Humans are gifted taxonomists. We learn to classify the world as a way to tame it, to codify its messier mysteries. In the same way, we produce and organize words to convey concepts, and circumscribe people and things in the process.
French creative Andre Bloc challenged these artificial divisions. Whether engaging as engineer, architect, sculptor or editor, it was all the same for him—a way to inhabit the earth and surround oneself with beauty. Sculpture, architecture, interior design, ceramics or fine arts were all prisms of the same “unity of creation” in which Bloc deeply believed.
Bloc’s personal projects provided his own spaces of experimentation: his holiday house in Almería, as well as his house-studio in Meudon, in the outskirts of Paris. It was in the garden in Meudon that he began building “sculpture-habitacles”, spaces that can be inhabited, but remain deeply sculptural in their shapes. His first attempt, built in plaster in 1962, did not survive weathering, and was replaced with a second space in concrete and bricks, painted white with a profusion of arches and vaults, that became famous as the location for the fashion show of William Klein’s 1966 film Who are you, Polly Magoo?.
The third structure, from 1962, is a tower that rises in the garden with a peculiar geometry. After his accidental death at the age of 70, while photographing the ruins of a temple in New Delhi, the future of the house was uncertain. But the property, and Bloc’s legacy, both found a champion in French gallerist Natalie Seroussi, who bought the house over 30 years ago. Seroussi feels she is a custodian of Bloc’s work, even as she fully inhabits the spaces as her own home, saying, “It is a place for everyday life.”
“I didn’t dream of living here, but living here is a dream. Every day is a pleasure, the house provides so many things… and plenty of ideas. Bloc had this way of making links between what’s indoors and outdoors without clearly defining the spaces, so they blend naturally.
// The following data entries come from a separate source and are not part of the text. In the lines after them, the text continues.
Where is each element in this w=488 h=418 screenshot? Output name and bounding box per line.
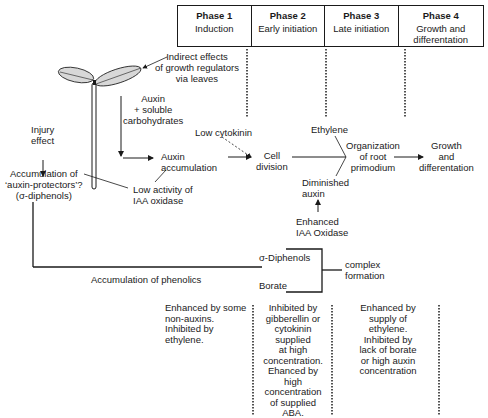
phase-3-subtitle: Late initiation: [333, 23, 389, 34]
text-line: via leaves: [155, 73, 239, 84]
text-line: (σ-diphenols): [5, 190, 83, 201]
text-line: Enhanced by some: [165, 303, 246, 314]
text-line: concentration: [259, 387, 327, 398]
low-cytokinin-label: Low cytokinin: [195, 127, 252, 138]
indirect-effects-label: Indirect effects of growth regulators vi…: [155, 51, 239, 84]
text-line: of growth regulators: [155, 62, 239, 73]
phase-2-subtitle: Early initiation: [258, 23, 317, 34]
text-line: accumulation: [161, 162, 217, 173]
text-line: Ehanced by: [259, 366, 327, 377]
phase-table: Phase 1 Induction Phase 2 Early initiati…: [177, 5, 484, 47]
text-line: Diminished: [302, 177, 349, 188]
text-line: effect: [31, 135, 54, 146]
text-line: Accumulation of: [5, 168, 83, 179]
text-line: auxin: [302, 188, 349, 199]
text-line: Indirect effects: [155, 51, 239, 62]
phase-1-notes: Enhanced by some non-auxins. Inhibited b…: [165, 303, 246, 345]
text-line: Enhanced by: [352, 303, 424, 314]
phase-3-title: Phase 3: [325, 10, 398, 21]
phase-1-subtitle: Induction: [195, 23, 234, 34]
text-line: Low activity of: [133, 184, 193, 195]
organization-label: Organization of root primodium: [346, 140, 400, 173]
phase-4-subtitle: Growth and differentation: [413, 23, 468, 45]
text-line: ethylene.: [165, 335, 246, 346]
accumulation-phenolics-label: Accumulation of phenolics: [91, 274, 201, 285]
text-line: Inhibited by: [259, 303, 327, 314]
text-line: cytokinin: [259, 324, 327, 335]
phase-4-cell: Phase 4 Growth and differentation: [399, 6, 484, 46]
phase-3-cell: Phase 3 Late initiation: [325, 6, 399, 46]
text-line: complex: [345, 259, 385, 270]
growth-differentiation-label: Growth and differentation: [419, 140, 474, 173]
auxin-protectors-label: Accumulation of ‘auxin-protectors’? (σ-d…: [5, 168, 83, 201]
text-line: Organization: [346, 140, 400, 151]
text-line: IAA Oxidase: [296, 227, 348, 238]
auxin-accumulation-label: Auxin accumulation: [161, 151, 217, 173]
injury-effect-label: Injury effect: [31, 124, 54, 146]
text-line: Growth: [419, 140, 474, 151]
text-line: ABA.: [259, 408, 327, 418]
text-line: ‘auxin-protectors’?: [5, 179, 83, 190]
low-iaa-oxidase-label: Low activity of IAA oxidase: [133, 184, 193, 206]
phase-4-title: Phase 4: [405, 10, 478, 21]
cell-division-label: Cell division: [256, 150, 288, 172]
text-line: Injury: [31, 124, 54, 135]
text-line: division: [256, 161, 288, 172]
phase-2-cell: Phase 2 Early initiation: [252, 6, 326, 46]
text-line: lack of borate: [352, 345, 424, 356]
diminished-auxin-label: Diminished auxin: [302, 177, 349, 199]
text-line: of root: [346, 151, 400, 162]
text-line: at high: [259, 345, 327, 356]
enhanced-iaa-oxidase-label: Enhanced IAA Oxidase: [296, 216, 348, 238]
text-line: ethylene.: [352, 324, 424, 335]
borate-label: Borate: [259, 280, 287, 291]
text-line: Auxin: [123, 93, 183, 104]
phase-1-cell: Phase 1 Induction: [178, 6, 252, 46]
text-line: + soluble: [123, 104, 183, 115]
phase-2-notes: Inhibited by gibberellin or cytokinin su…: [259, 303, 327, 418]
text-line: concentration: [352, 366, 424, 377]
complex-formation-label: complex formation: [345, 259, 385, 281]
auxin-carbohydrates-label: Auxin + soluble carbohydrates: [123, 93, 183, 126]
text-line: primodium: [346, 162, 400, 173]
text-line: Cell: [256, 150, 288, 161]
phase-2-title: Phase 2: [252, 10, 325, 21]
text-line: and: [419, 151, 474, 162]
ethylene-label: Ethylene: [311, 124, 348, 135]
text-line: differentation: [419, 162, 474, 173]
text-line: carbohydrates: [123, 115, 183, 126]
text-line: formation: [345, 270, 385, 281]
text-line: Inhibited by: [165, 324, 246, 335]
text-line: IAA oxidase: [133, 195, 193, 206]
text-line: Enhanced: [296, 216, 348, 227]
o-diphenols-label: σ-Diphenols: [259, 252, 310, 263]
phase-3-notes: Enhanced by supply of ethylene. Inhibite…: [352, 303, 424, 377]
phase-1-title: Phase 1: [178, 10, 251, 21]
text-line: Auxin: [161, 151, 217, 162]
The first time I visited the house I felt I was transported somewhere else, out of time and space. The shape that ‘somewhere else’ takes is different, depending on the moment of the day, of the season…”
Like all magical places, it unveils little by little. One of the reasons is that, even if the habitacles are each unique and recognisable from the outside, Bloc didn’t want them to have an imposing presence in the garden. They are almost hidden, even more so as the trees have grown: they need to be discovered, as in a game. “He built the tower as a belvedere, to have a view of Paris in the distance, but it is also a labyrinth: one gets lost while climbing or trying to come back. Bloc didn’t have children, but mine really enjoyed playing there”.